WASHINGTON (May 19, 2021)—The Federal Insurance Office (FIO), a small and little-understood unit within the U.S. Department of the Treasury (Treasury), may receive heightened attention in a new administration and with new leadership at the Treasury.

In a new policy study, R Street Director of Insurance Policy Jerry Theodorou examines what the FIO has done in its first 10 years of existence and its prospects in the Biden era.

The FIO has had a challenging first decade. Since its launch, insurers have been concerned that the introduction of a new federal body, like all bureaucracies, is the camel’s nose in the tent, which would eventually lead to an attempted expansion of its scope. Today, even though many have come to accept the FIO—provided it does not attempt to exceed its authority—there are still efforts to abolish it.

“The loud chorus of critical voices from insurance trade associations may be understood as a response to fears that the new body would, over the years, arrogate more powers to itself and move closer to being a burdensome, restrictive, costly layer of regulation overlaying the existing state-based system of insurance regulation,” said Theodorou.

In the past, government restrictions of the free market with involvement in insurance have proven inefficient and anticompetitive. Should the FIO advance legislative attempts to address the “affordability and accessibility” of insurance, it will likely contribute to the disruption of an efficient private market closely regulated at the state level.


• TASK DIRECTIONS: A single figure is expected: how many lines of the data that follows contain the word "input".

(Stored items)
● ● ●

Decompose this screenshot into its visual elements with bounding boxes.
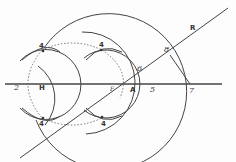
label-4-bottom-right: 4 [101, 120, 106, 128]
label-r: R [190, 24, 196, 32]
point-4-top-right [100, 49, 103, 52]
label-h: H [39, 84, 45, 92]
right-construction-arc [82, 32, 135, 134]
label-4-bottom-left: 4 [39, 120, 44, 128]
point-4-bottom-left [42, 117, 45, 120]
dotted-ellipse [42, 43, 102, 50]
label-f: F [109, 85, 115, 92]
label-6: 6 [137, 64, 142, 73]
label-5: 5 [150, 85, 155, 94]
point-4-bottom-right [101, 116, 104, 119]
label-2: 2 [13, 83, 19, 92]
diagram-canvas: 2 H 4 4 4 4 F A 5 6 7 8 R [0, 0, 236, 162]
point-4-top-left [42, 50, 45, 53]
label-4-top-right: 4 [99, 41, 104, 49]
label-a: A [130, 86, 136, 94]
label-4-top-left: 4 [39, 42, 44, 50]
label-7: 7 [189, 86, 195, 95]
diagonal-line [20, 8, 228, 158]
label-8: 8 [164, 45, 169, 54]
geometry-diagram: 2 H 4 4 4 4 F A 5 6 7 8 R [0, 0, 236, 162]
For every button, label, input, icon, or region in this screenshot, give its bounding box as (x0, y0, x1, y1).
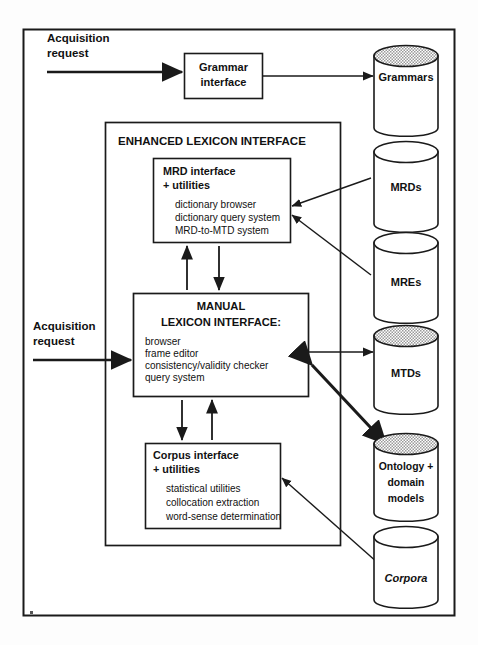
architecture-diagram: Acquisition request Grammar interface EN… (0, 0, 478, 645)
corpus-item-2: word-sense determination (165, 511, 281, 522)
cylinder-grammars-top (374, 46, 438, 67)
diagram-canvas: Acquisition request Grammar interface EN… (0, 0, 478, 645)
acquisition-request-top-line2: request (47, 47, 89, 59)
mrd-item-1: dictionary query system (175, 212, 280, 223)
mrd-interface-heading2: + utilities (163, 179, 210, 191)
enhanced-lexicon-interface-title: ENHANCED LEXICON INTERFACE (118, 135, 306, 147)
mrd-interface-heading1: MRD interface (163, 165, 236, 177)
cylinder-mrds: MRDs (374, 142, 438, 233)
corner-marker (30, 611, 33, 614)
corpus-item-0: statistical utilities (166, 483, 240, 494)
cylinder-ontology-label-line3: models (388, 493, 425, 504)
corpus-item-1: collocation extraction (166, 497, 259, 508)
manual-item-2: consistency/validity checker (145, 360, 269, 371)
cylinder-grammars-label: Grammars (378, 71, 433, 83)
grammar-interface-line2: interface (201, 76, 247, 88)
cylinder-grammars: Grammars (374, 46, 438, 137)
cylinder-mres-label: MREs (391, 276, 422, 288)
corpus-heading1: Corpus interface (153, 449, 239, 461)
cylinder-ontology: Ontology + domain models (374, 434, 438, 522)
acquisition-request-mid-line1: Acquisition (33, 320, 96, 332)
cylinder-mres: MREs (374, 233, 438, 324)
cylinder-mtds-label: MTDs (391, 367, 421, 379)
cylinder-corpora: Corpora (374, 527, 438, 609)
mrd-item-2: MRD-to-MTD system (175, 225, 269, 236)
manual-heading1: MANUAL (197, 300, 246, 312)
cylinder-ontology-label-line2: domain (388, 477, 425, 488)
cylinder-mres-top (374, 233, 438, 254)
manual-heading2: LEXICON INTERFACE: (161, 316, 281, 328)
acquisition-request-top-line1: Acquisition (47, 32, 110, 44)
cylinder-corpora-top (374, 527, 438, 548)
acquisition-request-mid-line2: request (33, 335, 75, 347)
cylinder-mtds-top (374, 326, 438, 347)
cylinder-mrds-label: MRDs (390, 181, 421, 193)
cylinder-mtds: MTDs (374, 326, 438, 415)
manual-item-3: query system (145, 372, 204, 383)
manual-item-0: browser (145, 336, 181, 347)
cylinder-ontology-label-line1: Ontology + (379, 461, 434, 472)
cylinder-mrds-top (374, 142, 438, 163)
mrd-item-0: dictionary browser (175, 199, 257, 210)
cylinder-corpora-label: Corpora (385, 572, 428, 584)
cylinder-ontology-top (374, 434, 438, 455)
grammar-interface-line1: Grammar (199, 61, 249, 73)
corpus-heading2: + utilities (153, 463, 200, 475)
manual-item-1: frame editor (145, 348, 199, 359)
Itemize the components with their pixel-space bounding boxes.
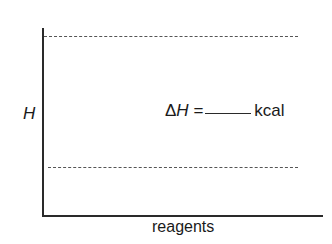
delta-symbol: Δ <box>165 101 176 120</box>
y-axis-label: H <box>23 104 35 124</box>
enthalpy-symbol: H <box>176 101 188 120</box>
x-axis-label: reagents <box>152 218 214 236</box>
y-axis <box>42 28 44 217</box>
upper-enthalpy-level <box>44 36 298 37</box>
equals-sign: = <box>193 101 203 120</box>
unit-label: kcal <box>254 101 284 120</box>
delta-h-equation: ΔH =kcal <box>165 101 285 121</box>
x-axis <box>42 215 323 217</box>
answer-blank <box>205 113 251 114</box>
lower-enthalpy-level <box>48 167 298 168</box>
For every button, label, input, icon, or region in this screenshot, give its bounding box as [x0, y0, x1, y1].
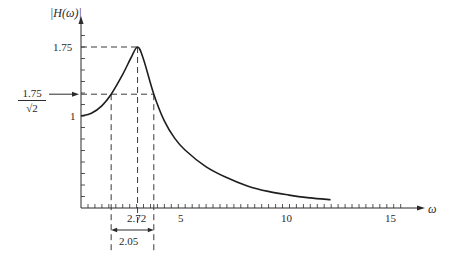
bandwidth-right-arrowhead [148, 228, 154, 233]
x-axis-arrowhead [417, 206, 425, 211]
x-tick-label-10: 10 [281, 213, 292, 224]
axes [79, 16, 426, 211]
x-tick-label-5: 5 [178, 213, 184, 224]
half-power-pointer-arrowhead [72, 92, 79, 97]
y-tick-label-one: 1 [70, 111, 76, 122]
x-tick-label-peak-omega: 2.72 [127, 213, 146, 224]
bandwidth-label: 2.05 [119, 236, 138, 247]
y-tick-label-peak: 1.75 [53, 42, 72, 53]
bandwidth-left-arrowhead [111, 228, 117, 233]
half-power-denominator: √2 [18, 101, 46, 114]
half-power-numerator: 1.75 [18, 87, 46, 101]
x-axis-label: ω [428, 203, 436, 215]
half-power-label: 1.75 √2 [18, 87, 46, 114]
y-axis-label: |H(ω)| [50, 7, 82, 19]
x-tick-label-15: 15 [385, 213, 396, 224]
magnitude-curve [81, 47, 331, 200]
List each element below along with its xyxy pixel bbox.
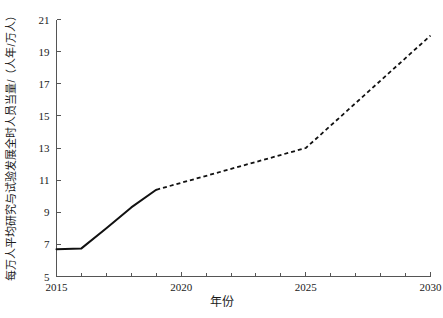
y-tick-label: 11 — [39, 174, 50, 186]
x-tick-label: 2025 — [295, 281, 318, 293]
y-tick-label: 19 — [39, 46, 51, 58]
x-tick-label: 2015 — [46, 281, 69, 293]
x-axis-title: 年份 — [0, 292, 443, 309]
x-axis-ticks: 2015202020252030 — [46, 272, 443, 293]
series-historical-line — [57, 190, 157, 249]
x-tick-label: 2030 — [420, 281, 443, 293]
y-tick-label: 21 — [39, 14, 50, 26]
chart-container: 每万人平均研究与试验发展全时人员当量/（人年/万人） 5791113151719… — [0, 0, 443, 318]
x-tick-label: 2020 — [170, 281, 193, 293]
y-axis-ticks: 579111315171921 — [39, 14, 61, 283]
y-tick-label: 13 — [39, 142, 51, 154]
y-tick-label: 9 — [44, 206, 50, 218]
y-tick-label: 7 — [44, 238, 50, 250]
series-projected-line — [156, 36, 430, 190]
chart-plot-area: 579111315171921 2015202020252030 — [0, 0, 443, 318]
y-tick-label: 17 — [39, 78, 51, 90]
y-tick-label: 15 — [39, 110, 51, 122]
x-axis-title-text: 年份 — [210, 295, 234, 309]
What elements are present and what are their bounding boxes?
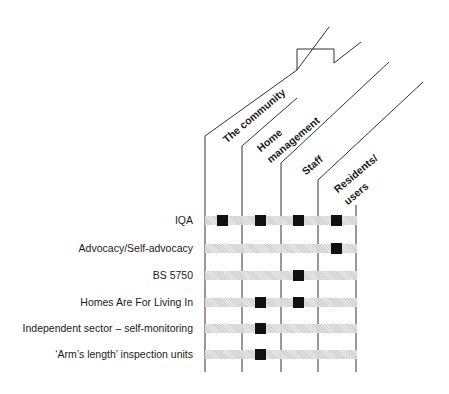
row-band-bs5750 — [205, 271, 357, 280]
mark-arms-length-home-management — [255, 349, 266, 360]
row-label-homes-living: Homes Are For Living In — [80, 296, 193, 308]
mark-advocacy-residents — [331, 243, 342, 254]
house-outline — [0, 0, 449, 394]
mark-homes-home-management — [255, 297, 266, 308]
mark-iqa-residents — [331, 215, 342, 226]
mark-iqa-staff — [293, 215, 304, 226]
mark-bs5750-staff — [293, 270, 304, 281]
mark-homes-staff — [293, 297, 304, 308]
mark-iqa-community — [217, 215, 228, 226]
mark-independent-home-management — [255, 323, 266, 334]
diagram-canvas: The community Home management Staff Resi… — [0, 0, 449, 394]
row-label-advocacy: Advocacy/Self-advocacy — [79, 242, 193, 254]
row-label-bs5750: BS 5750 — [153, 269, 193, 281]
row-band-independent-sector — [205, 324, 357, 333]
row-label-arms-length: ‘Arm’s length’ inspection units — [55, 348, 193, 360]
row-label-independent-sector: Independent sector – self-monitoring — [23, 322, 193, 334]
row-band-homes-living — [205, 298, 357, 307]
row-band-arms-length — [205, 350, 357, 359]
row-label-iqa: IQA — [175, 214, 193, 226]
mark-iqa-home-management — [255, 215, 266, 226]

● ● ●

• WRITTEN RESPONSE: 2